Jiānbing with Ròusōng (煎饼肉松) is the mung-bean street crepe finished with a heavy scatter of pork floss, the dried, fluffed shreds of braised pork that go on at the end and melt into savor as you eat. The angle is texture and salt placement. A plain jianbing is already a stack of contrasts, the thin batter griddled soft then crisped by a cracker shard inside; adding ròusōng layers a dry, almost cottony savoriness over that, so the whole craft is folding the crepe so the floss is everywhere without clumping into a salty wad in one corner.
The build runs in the usual griddle order with one extra pass. A thin batter of mung bean and wheat is ladled onto a hot flat plate and spread into a wide, even round with a wooden rake. An egg is cracked over it and smeared across the surface before the batter sets, then the whole sheet is loosened and flipped. Sauce goes on next, a sweet-savory bean paste brushed thin and a streak of chili if asked, then scallion and cilantro, then the crisp cracker sheet that gives the bite its snap. The pork floss is showered over the cracker while everything is still hot, so it grips the sauce and softens slightly rather than blowing away. The crepe is folded in from the sides and across, cut or left whole, and handed over hot. Good execution shows floss distributed corner to corner, sauce kept to a film so the dry shreds do not turn to paste, and the cracker still audibly crisp under the soft folds. Sloppy work shows itself fast: floss dumped in one heap reads as a salt bomb in one bite and nothing in the next, too much sauce mats the ròusōng into a damp clump, and a crepe folded before the floss is on loses it entirely out the open end.
It shifts mostly by what joins the floss and how much sauce carries it. Some stalls pair ròusōng with the fried cracker only, letting the contrast of dry meat and shattering wafer stand alone; others add lettuce or pickled mustard greens for a wet, sharp counterpoint to the dryness. A version with extra chili oil pushes it hot and slick, which fights the floss less than sweet sauce does. The same crepe base carries a whole family of fillings, sausage, fried dough, lettuce, each its own preparation rather than crowded in here. What keeps this one distinct is the floss going on last and hot, a finishing layer of concentrated pork that defines the crepe rather than hiding inside it.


§ ACTIVITY: Return exactly the lines from the one containing "Navigate to man." through the end of the material below, and leave the images out.

BEGIN RECORDS SHOWN

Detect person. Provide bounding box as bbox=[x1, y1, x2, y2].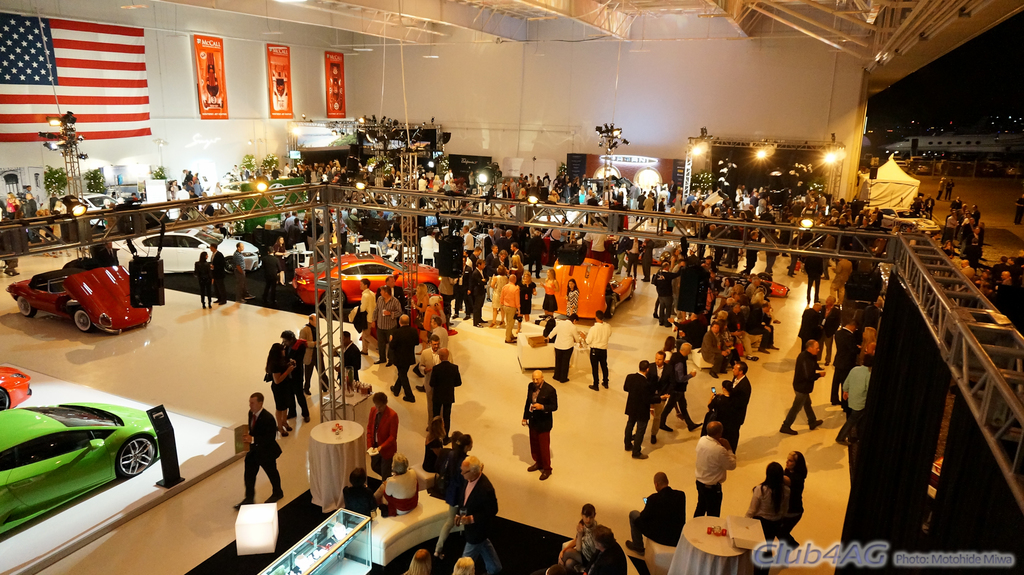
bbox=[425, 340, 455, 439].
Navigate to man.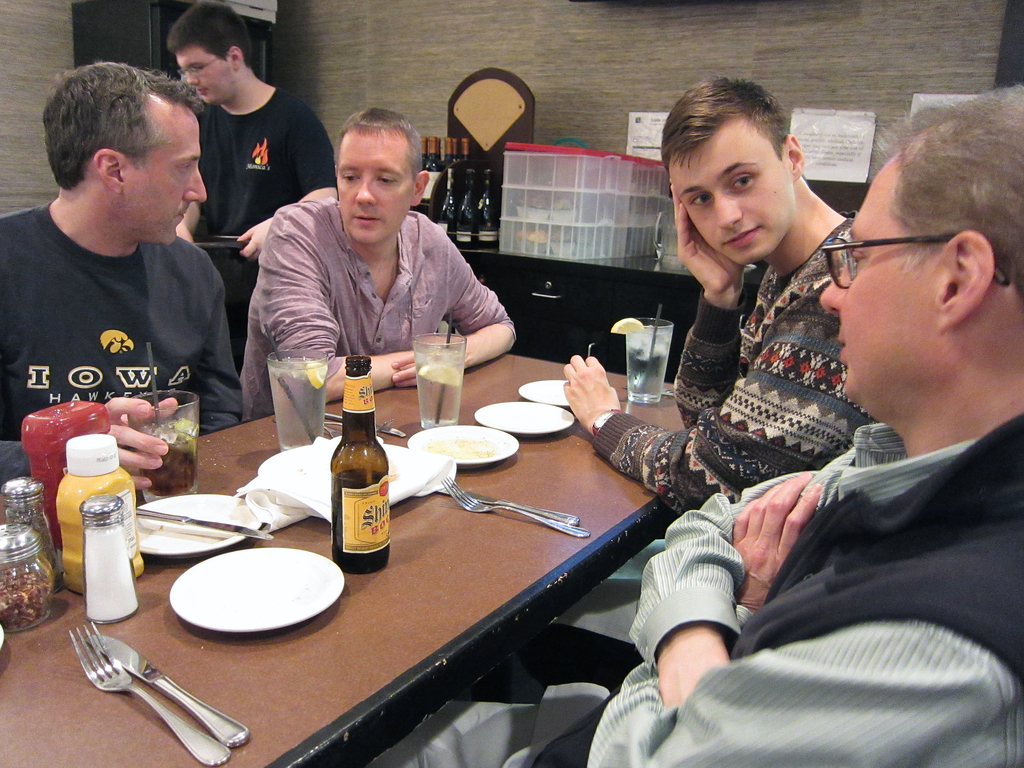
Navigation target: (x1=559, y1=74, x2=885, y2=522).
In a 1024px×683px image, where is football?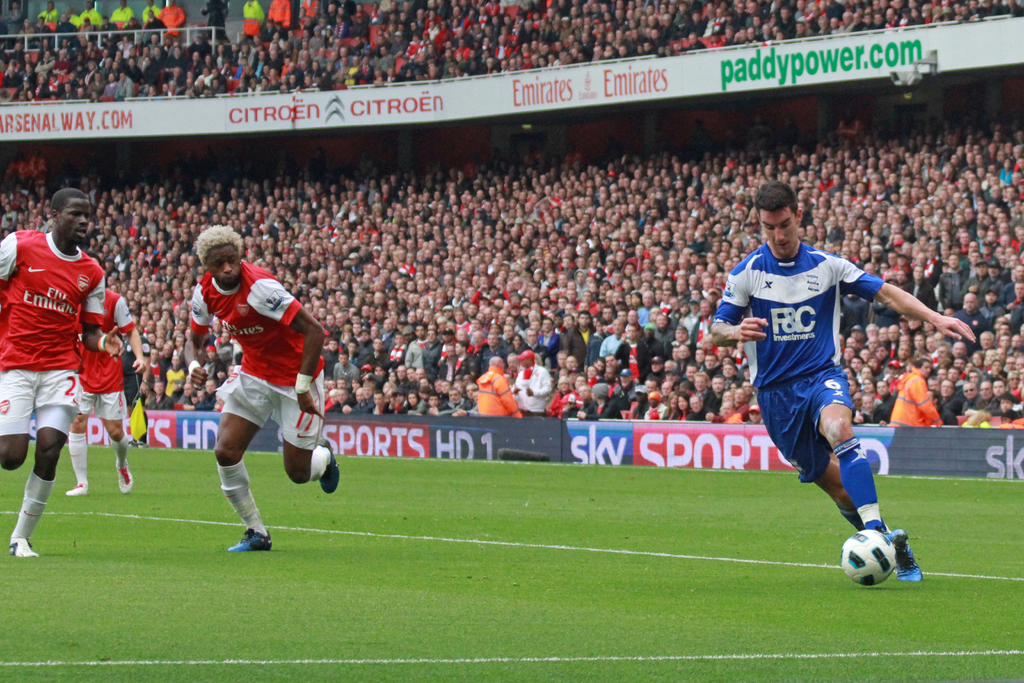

END RECORDS SHOWN

§ YOUR RESPONSE:
Navigate to man.
Navigation target: (x1=559, y1=74, x2=885, y2=522).
In a 1024px×683px image, where is football?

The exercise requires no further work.